TimSmith said:
True- but a ranger is the "stealth specialist" in the wilderness vs the rogue's stealth speciality in urban/dungeons, so one might expect their skils to be on a par in this matter. The paladin is not merely a militant cleric, however, but more of a holy fighter, so we are in danger of comparing apples with oranges.
I think the example has merit (of course I
would, since I posted it.

) Both cast spells, and one class gets those spells
very late. It doesn't make them any more powerful. As a rule, a later ability does not need to be more powerful than an early one, and classes can get the
same ability at unequal levels, without the power level being affected at all.
Back to the HIPS vs TS debate, I feel liquid sabre's examples make the point excellently. TS cannot see the ranger as it is not xray vision. However, shadows have no substance so the (su) ability of the dancer to HIPS is inevitably using some form of magic/illusion/misdirection/concealment to allow them to hide. I don't see how the intent can be anything but this,
My point, and thus my stance, is that
True Seeing does not negate all magical concealment, nor all magical misdirection. It ignores the concealment granted by darkness or magical darkness. HiPS requires shadows be present, it does not depend on the concealment of those shadows to function. It's just as possible that the Shadowdancer shifts partially into the Plane of Shadow, just enough to have his visible form flicker out of view for a bit. Does
True Seeing thwart this? Not at all.
You could also envision the Shadowdancer as drawing on the substance of the Plane of Shadow to create a small "smoke-bomb" of quasi-real Shadow stuff. Just as the Shadow Conjuration/Evocation spells can create objects and creatures that are 20% real, so too would this "shadow smoke" be 20% real. But that's enough to foil TS, which cannot penetrate fog-like barriers,
including magical ones, so long as they are actually Conjurations, and not Illusions.
If the DM rules that HiPS is dependent on the shadows actually providing concealment (which would be a narrower view than the ability description itself supports, but not entirely unfounded and certainly fitting with the flavor of the class,) then yes, one could further rule that, because HiPS requires the concealment of the shadows, and that concealment is negated by
True Seeing, then HiPS is trumped by TS.
I don't believe HiPS is dependent on the concealment of the shadows, and therefore it is not thwarted by
True Seeing.
especially as the ability is specifically a supernatural and therefore magical one. (If this is where the disagreement is arising, then I would be interested to hear how those with differing views imagine the dancer making use of their ability-ie what does the dancer actually do in order to HIPS?)
I mentioned a possible description above, but note that I do not think the magical nature of HiPS (which is beyond dispute, really. Sure, the ability allows mundane hiding, but it's a
magical ability that allows mundane hiding,) is itself enough to render it vulnerable to TS. TS does not foil any magical deception. It's very specific on those magical deceptions that are vulnerable to it.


Directions> Taking the data below, please print only the lines from the line holding "Describe the element at coordinates (42, 405)" to the line holding "Describe the element at coordinates (761, 717)", inclusive, with pictures omitted.

Dataset extract>
----------
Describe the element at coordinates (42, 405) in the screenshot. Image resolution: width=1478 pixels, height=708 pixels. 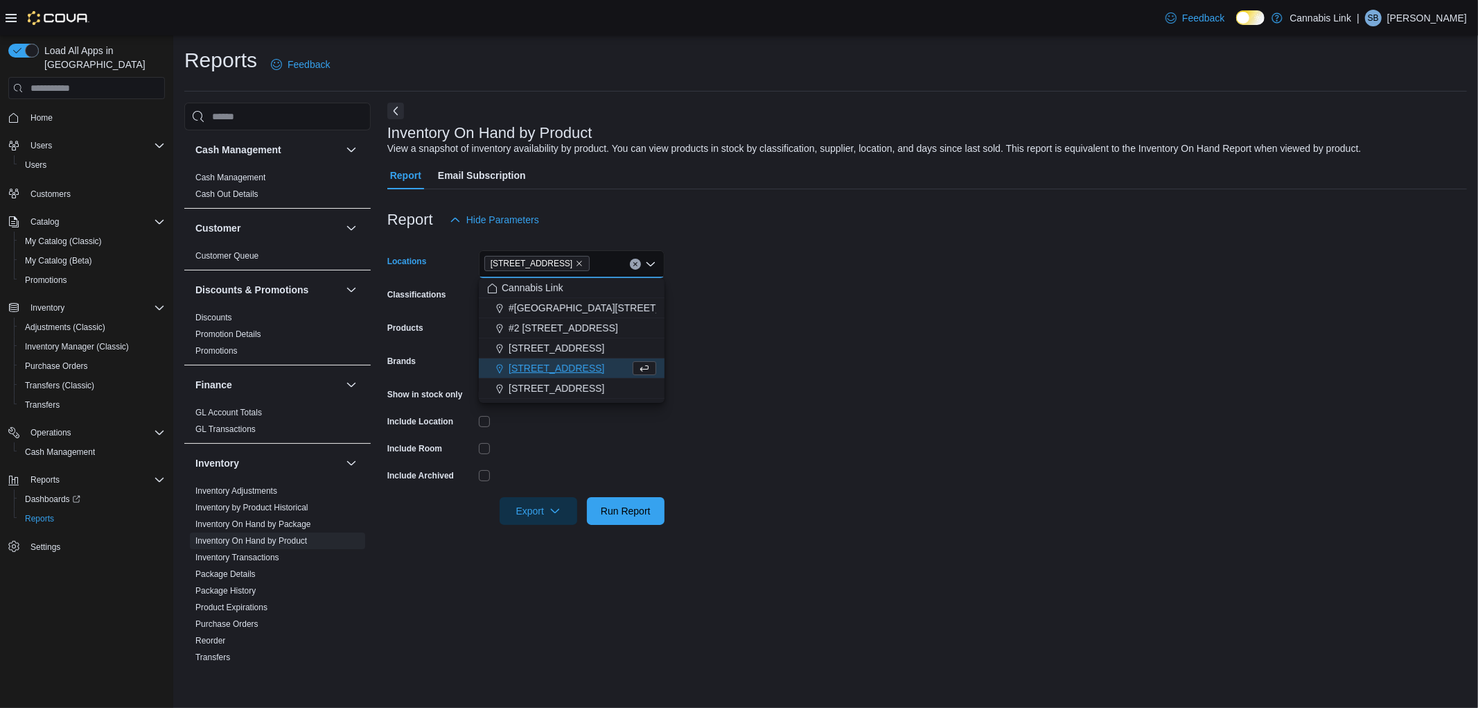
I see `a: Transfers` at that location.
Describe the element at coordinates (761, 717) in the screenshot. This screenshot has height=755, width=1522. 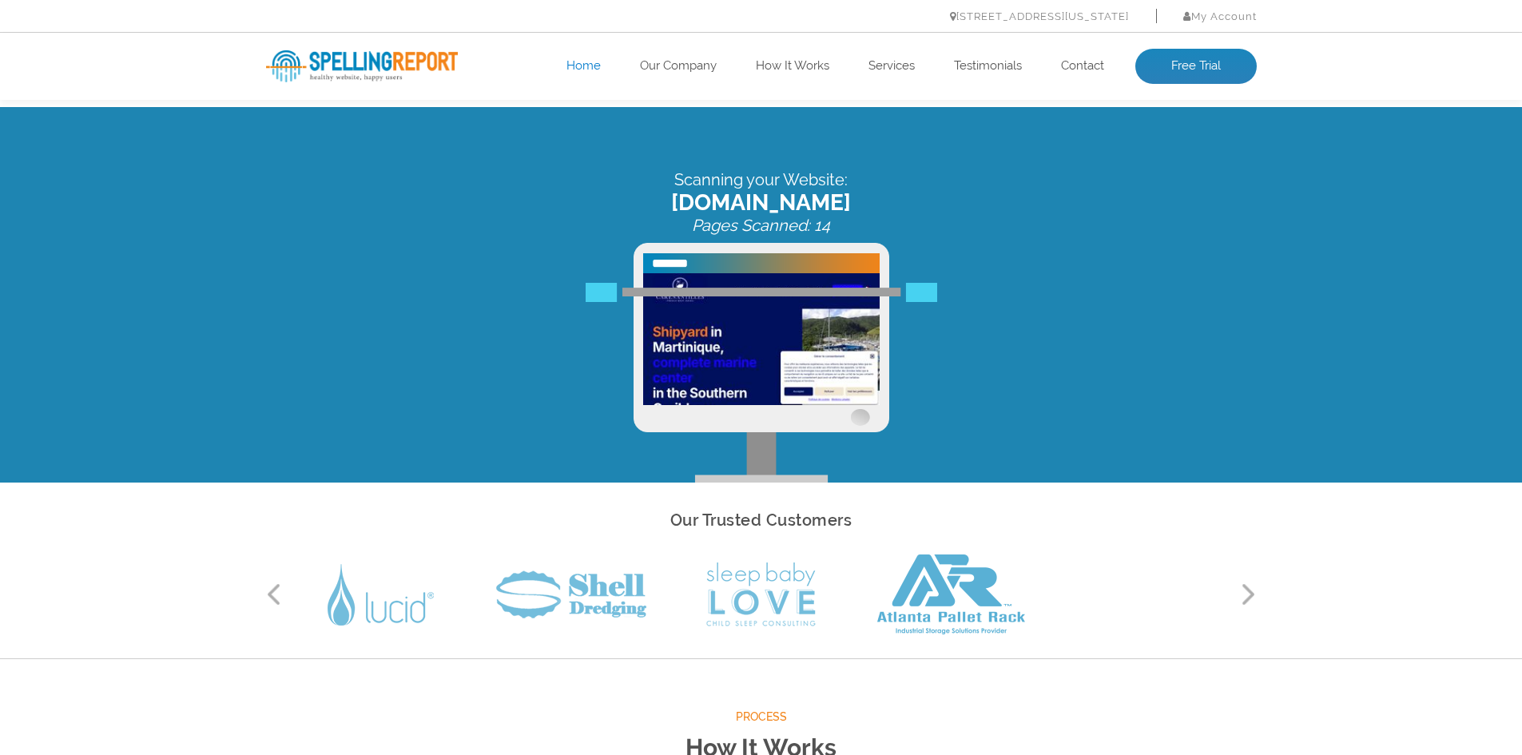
----------
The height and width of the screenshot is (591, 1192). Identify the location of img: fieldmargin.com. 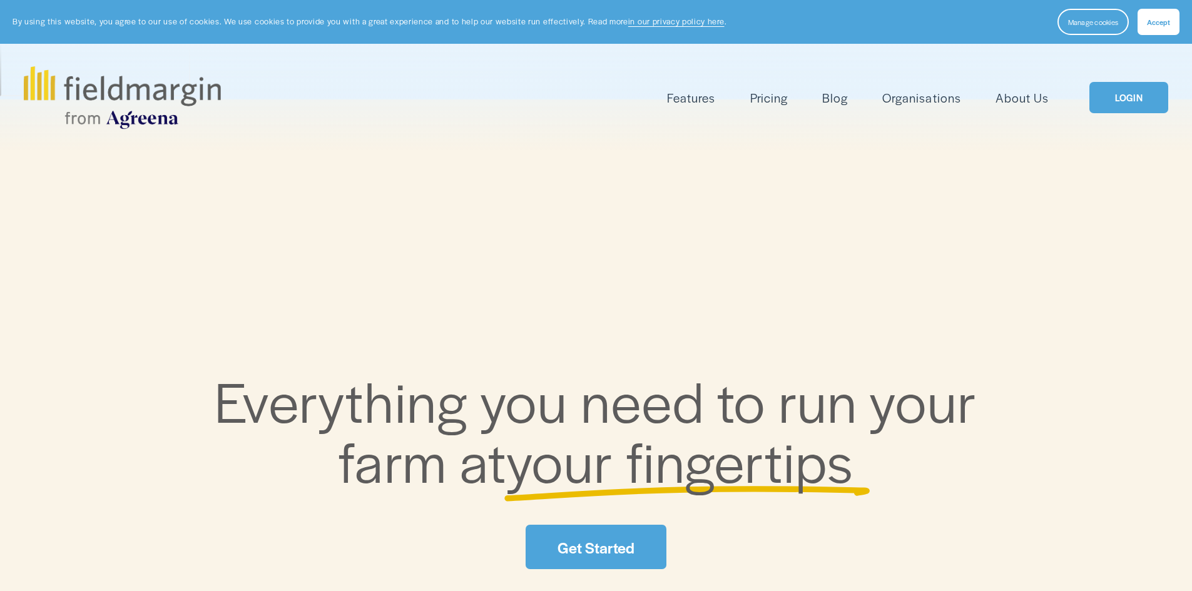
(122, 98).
----------
Response below>
Describe the element at coordinates (42, 405) in the screenshot. Image resolution: width=1478 pixels, height=708 pixels. 
I see `a: Transfers` at that location.
Describe the element at coordinates (761, 717) in the screenshot. This screenshot has height=755, width=1522. 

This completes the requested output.